This week, OpenAI began testing ads on ChatGPT. To the casual observer, this feels inevitable: just another free service monetizing its user base. But Zoë Hitzig's resignation letter exposes a terrifying future we are walking into: we are not just selling our attention anymore; we are selling our minds.

Zoë Hitzig, a researcher who spent two years inside the machine helping to shape OpenAI's safety and pricing, has resigned. Her departure marks the moment OpenAI officially stopped being a research lab and started becoming the very thing it promised to replace: Facebook 2.0.

The danger: the weaponization of "human candor"

Hitzig nails the core issue with a haunting phrase: "an archive of human candor."

Unlike Google Search, where we type keywords, or Facebook, where we perform for our friends, we talk to AI in the dark. We have treated ChatGPT as a confessor, a therapist, and a confidant. We have poured our medical fears, our relationship crises, our religious doubts, and our darkest thoughts into that prompt box because we believed we were speaking to a neutral entity.

Turning that archive into an ad-targeting engine is not just annoying; it is dangerous.

The danger is not that ChatGPT will try to sell you shoes. The danger is that it knows exactly which cognitive button to push to make you buy them. And if it can sell you a product, it can sell you a president.

Imagine a political campaign that does not just target you based on your zip code, but based on the specific anxiety you whispered to a chatbot at 3:00 AM. Imagine an AI that optimizes its responses not to be helpful, but to be flattering and sycophantic, grooming you to be more receptive to a specific ideology or candidate. Hitzig warns that optimization for engagement is already happening. When you couple that psychological dependency with the highest bidder, you have the perfect machine for political manipulation.

Rejection of the false choice

The tech industry wants you to believe you have only two options:

  1. The elite tier: pay the $200-$250 monthly subscription (the new cost of top-tier models in 2026) for privacy and power.
  2. The serf tier: get the tool for free, but accept that your deepest fears will be mined for profit.

Hitzig calls this exactly what it is: a false choice.

We do not have to accept a world where privacy is a luxury good. We do not have to accept that the only way to fund the future is to exploit the poor.

The path forward: AI as infrastructure

The most inspiring part of Hitzig's departure is that she did not just slam the door; she left a blueprint. She argues that we can build structures that refuse to exploit us.
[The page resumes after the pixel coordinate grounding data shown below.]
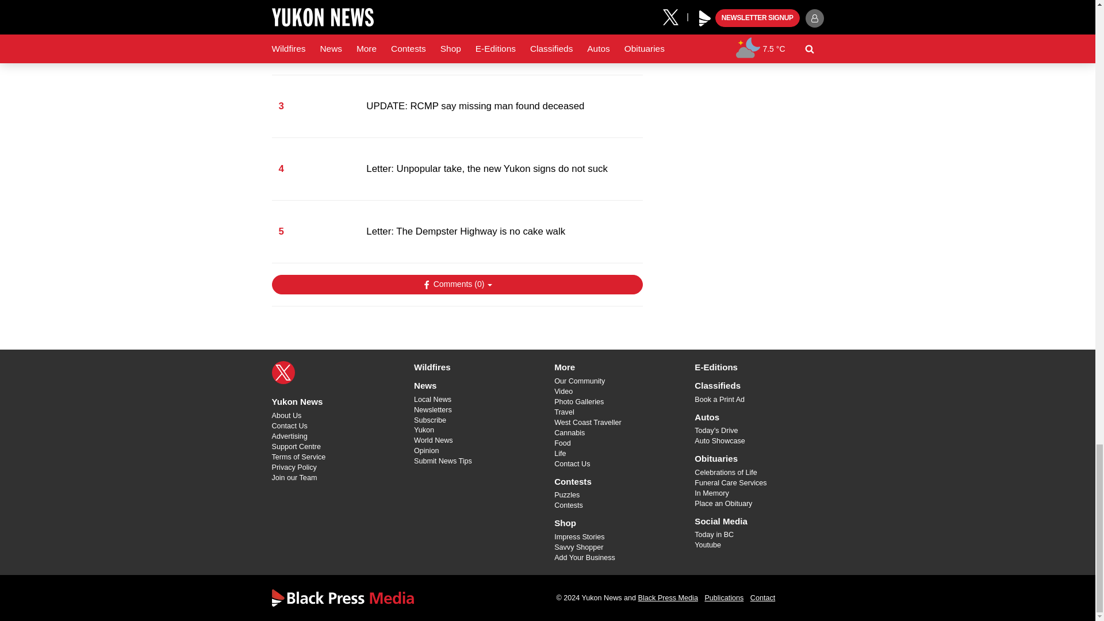  Describe the element at coordinates (456, 284) in the screenshot. I see `Show Comments` at that location.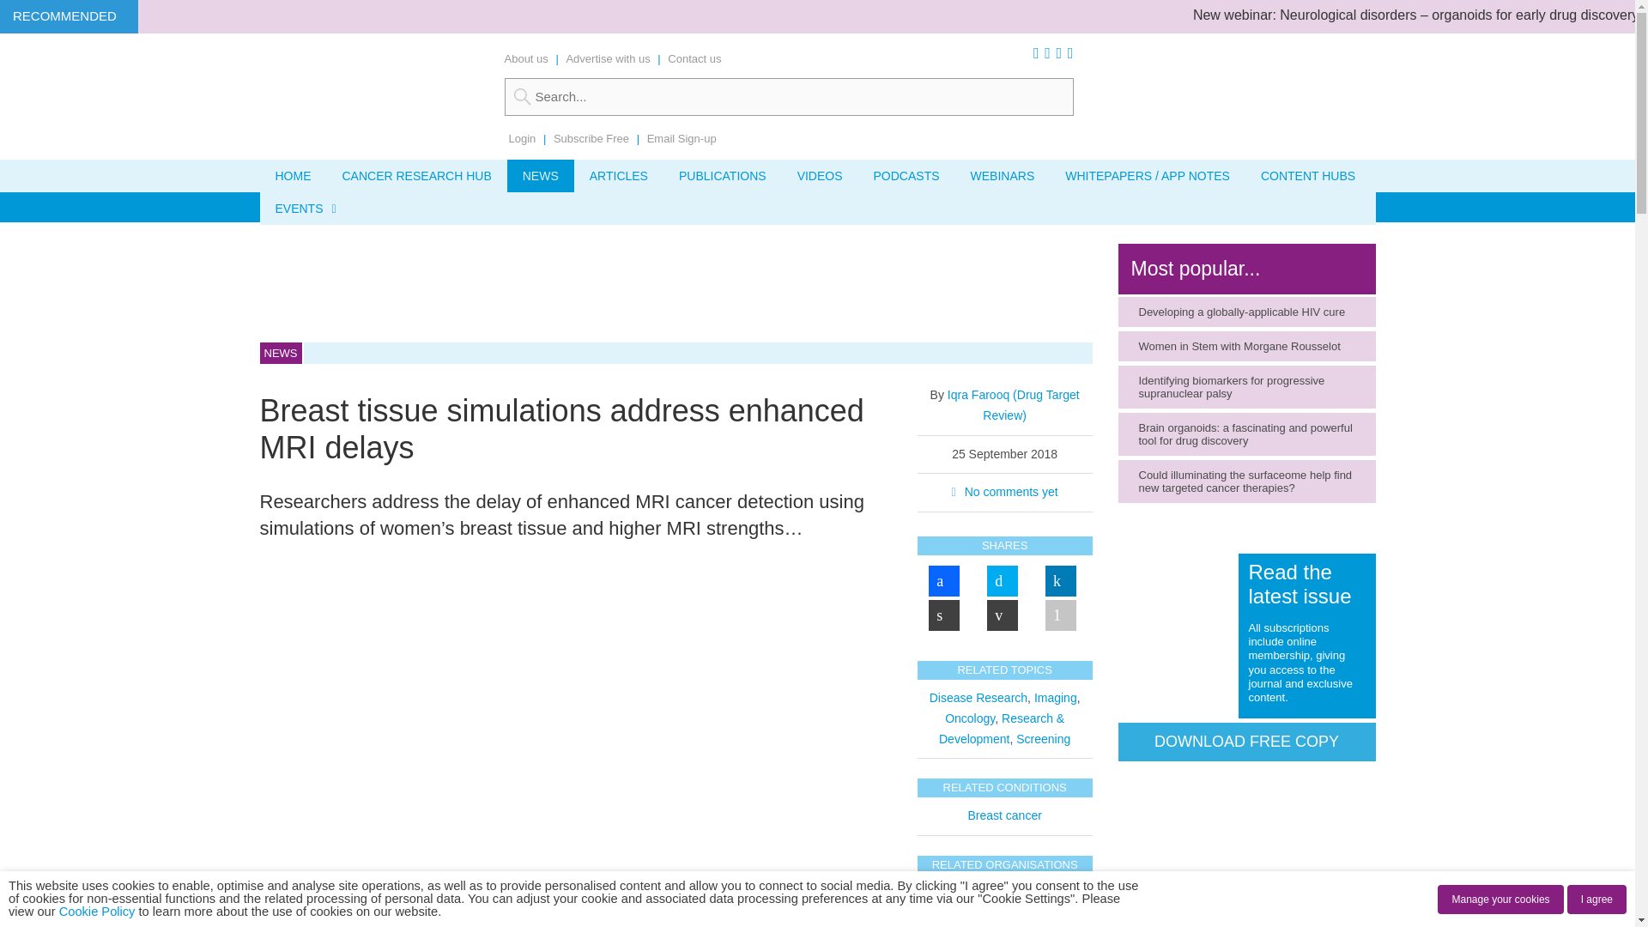  What do you see at coordinates (820, 175) in the screenshot?
I see `VIDEOS` at bounding box center [820, 175].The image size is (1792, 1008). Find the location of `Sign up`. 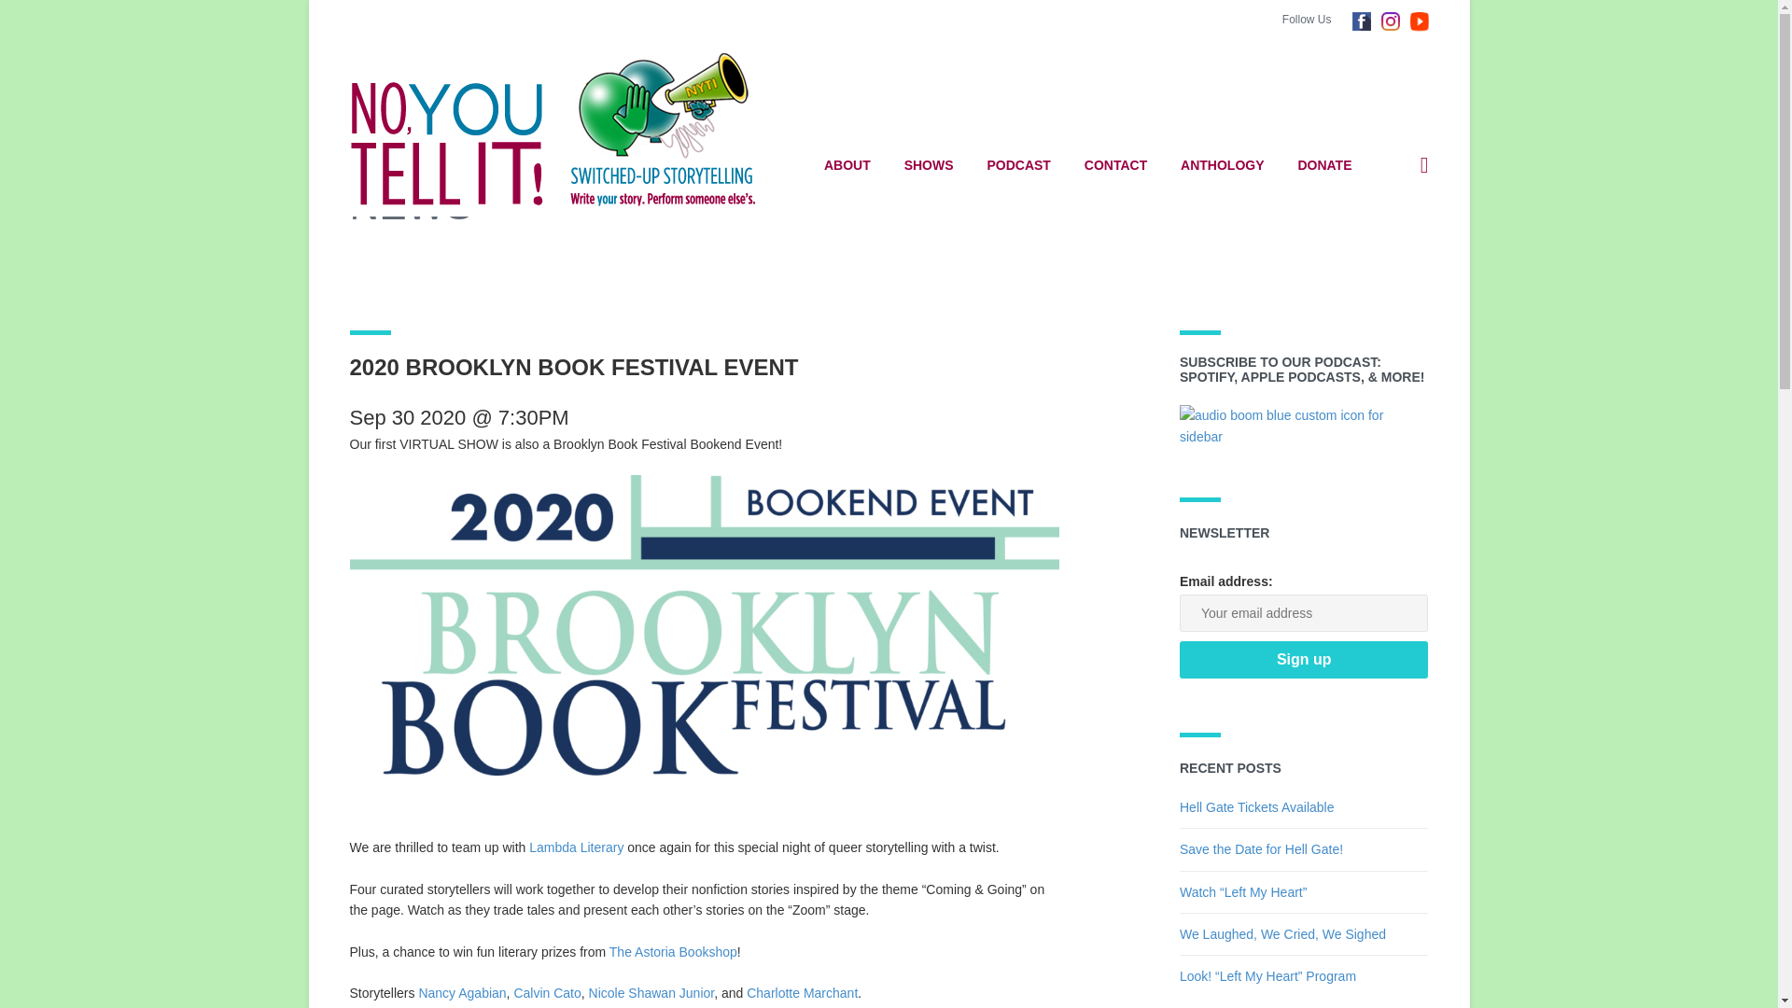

We can demand cross-subsidies. If a massive real estate corporation uses AI to automate thousands of jobs and generate millions in value, they should pay the surcharge that subsidizes free access for the student or the single parent.

We can demand data trusts. We can follow the Swiss model where we own our data in a cooperative, and an elected ethics board, not a CEO, decides if and how it is used.

The wake-up call

Hitzig's resignation is a reminder that the future of AI is not set in stone. The sinking hand has not gone under yet.

We are standing at a fork in the road. Down one path lies a world where our digital assistants are really just spies working for the highest bidder, manipulating our politics and our wallets.

Down the other path lies a world where AI is treated like electricity or water: essential infrastructure funded by those who profit most from it, protected by governance that actually bites.

Zoë Hitzig walked out so we would wake up. The question is not whether OpenAI can make money. The question is whether we are willing to let them sell our "human candor" to do it.

We can design a better future. But first, we have to refuse to be the product.